Our data, which indicate that glutamate and GABA are most likely neurotransmitters at Lithobius forficatus neuromuscular junctions whereas acetylcholine is very unlikely to play a role in neuromuscular transmission in this animal, have closed a gap in taxon sampling for neuromuscular transmitter identity. Similar investigations in Chelicerata [16] are still sparse and need to be extended. Nevertheless, current data are in line with the concept of glutamate and GABA being the main neuromuscular transmitters in Euarthropoda. However, more chemoneuroanatomical and neurophysiological investigations in other arthropod lineages are needed before this concept can be accepted. The relatively easy accessibility of muscles and low effort procedure of immunofluorescence and AChE-staining should allow expanding this type of investigation to a broad range of arthropods and non-arthropod organisms.
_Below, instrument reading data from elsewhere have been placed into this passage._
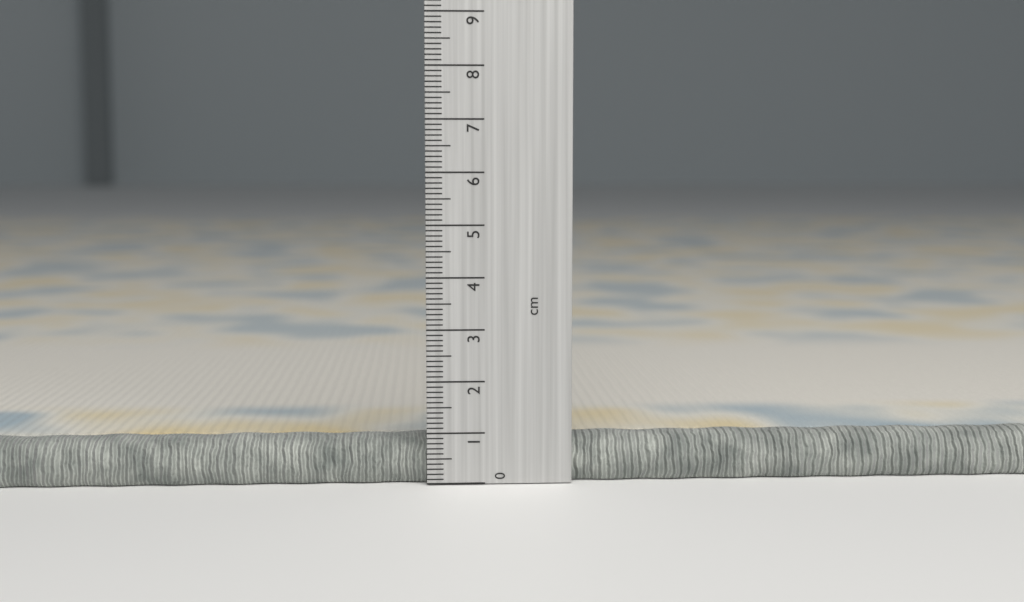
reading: 0.9 cm
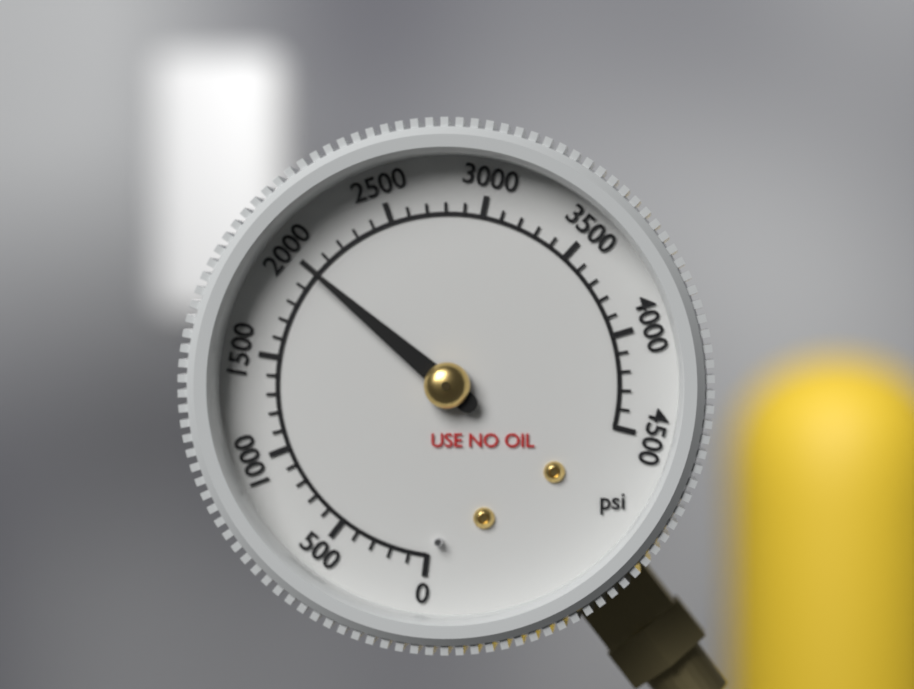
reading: 2000 psi
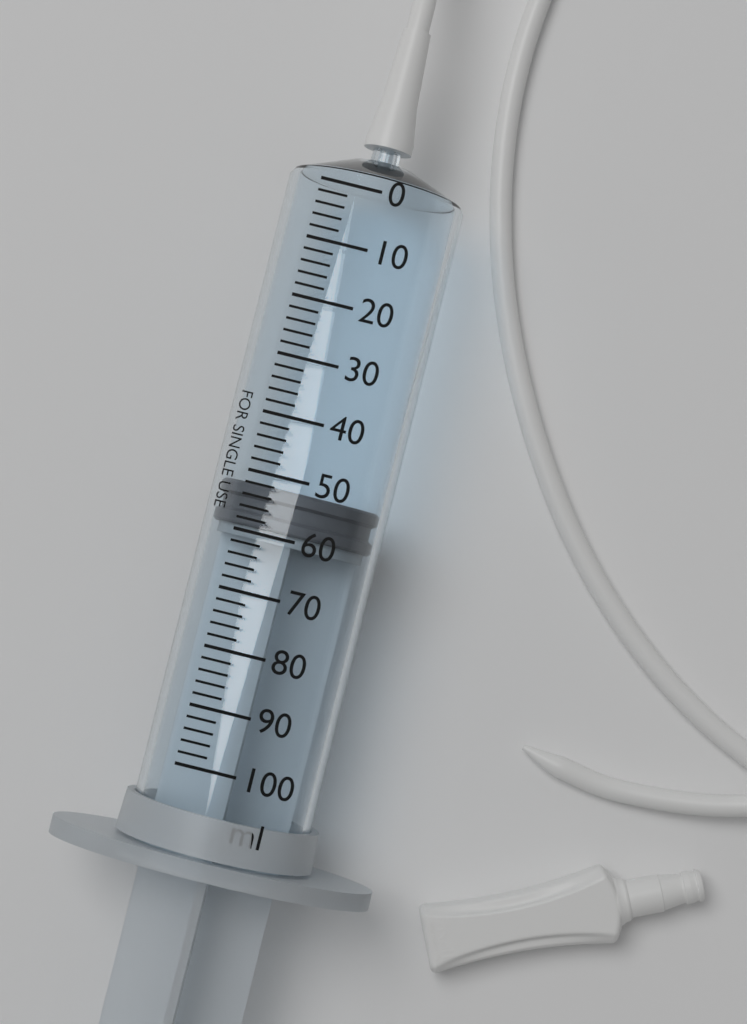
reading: 52 ml
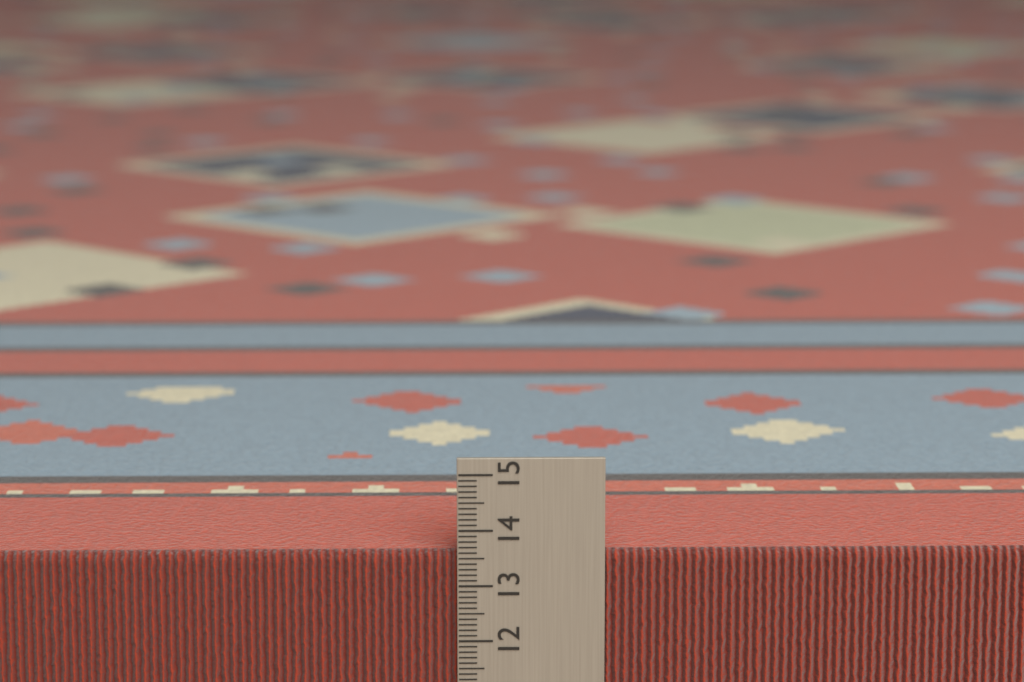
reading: 13.6 cm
A phylogenetically intriguing feature appears to be also the loss of peripheral inhibition in holometabolous insects [19]. Whether this is indeed a synapomorphy of Holometabola could be verified by inspecting NMJs of more non-model insects. Broader taxon sampling could also clarify the possible value of general NMJ morphology as a phylogenetic character.

We have found first evidence for the presence of GABA in arthropod leg sensory neurons, expanding the potential neurotransmitter set in arthropod sensory systems. The challenging issue which sensory modalities are transduced by these neurons requires other experimental approaches including ultrastructural, electrophysiological, and behavioral methods.